RESEARCH

Piracy and the Making of the Spanish Pacific World (Penn Press 2024)

*Book under contract with the University of Pennsylvania Press

The Philippines was forged in a sea of piracy. My first book examines the coalitions that Spanish colonial officials and militant missionaries negotiated with indigenous Filipinos and Chinese mestizos to fight against three waves of sea-robbers: the Chinese ‘piratical empires’ of the seventeenth century, the slave-raiding ‘Moro’ pirates from the Islamic southern Philippines that grew powerful in the early eighteenth century, and the British ‘pirates’ that invaded Manila in 1762. The book reveals how the politics of Catholic anti-piracy made Spain’s Asian empire resilient to crises including the British invasion. Piracy also influenced colonial dynamics of social inclusion.
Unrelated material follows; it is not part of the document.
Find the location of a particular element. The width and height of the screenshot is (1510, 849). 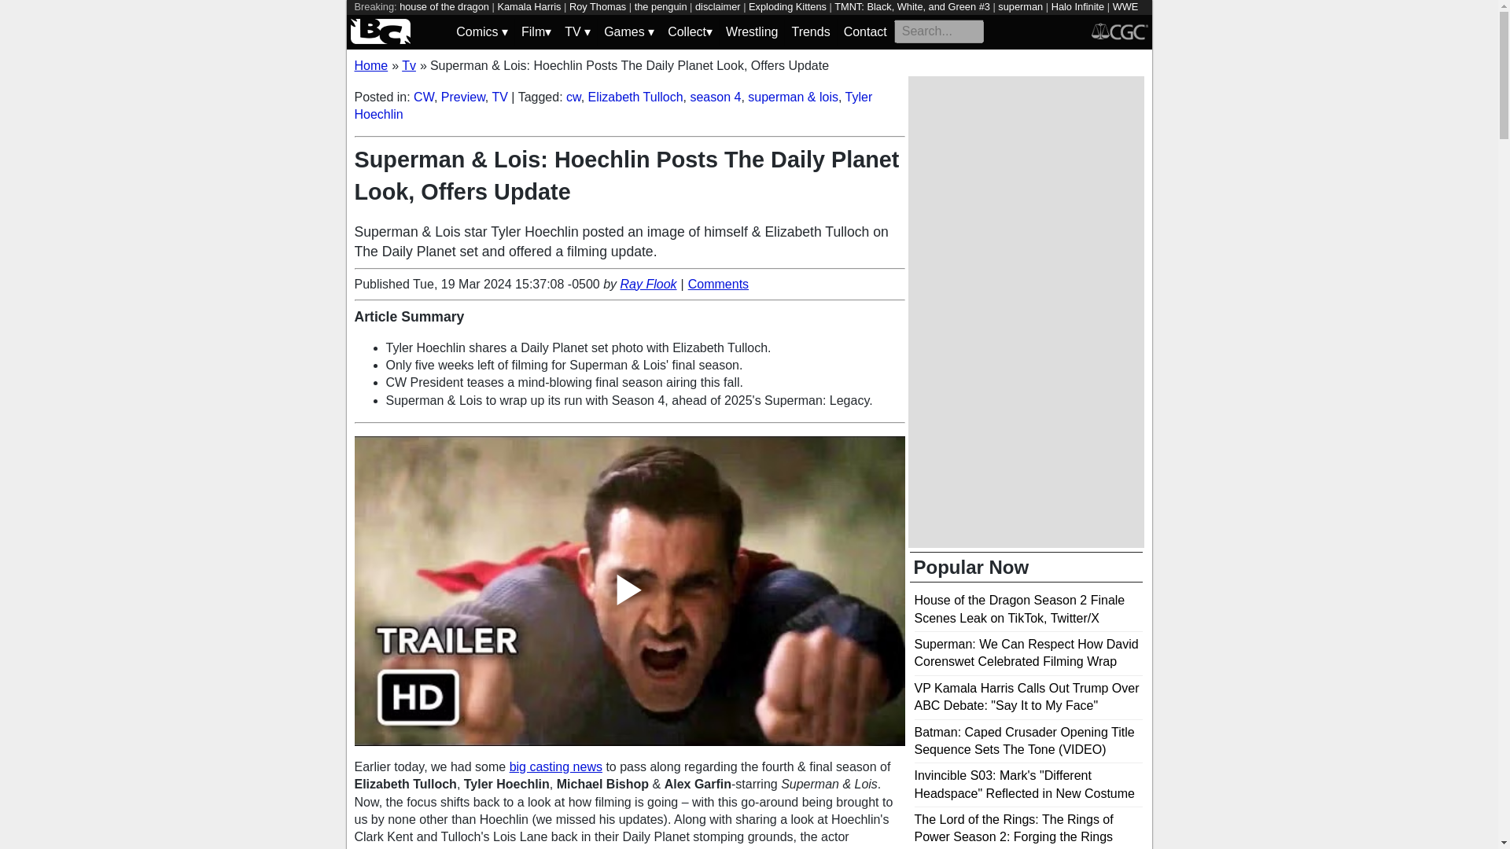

Shifting piracy threats defined which indigenous and migrant communities were integrated into the empire as vassals — an early modern mode of citizenship — and which groups were subject to segregation, expulsion, and even mass executions. This project offers a critical reinterpretation of colonial Philippines history by challenging the notion that the Spanish ruled the islands for centuries with brute force alone. It also makes a significant contribution to the emerging literature on maritime Asia by deepening our understanding of how maritime violence shaped the trajectories of globalization and of European imperial expansion in this world region.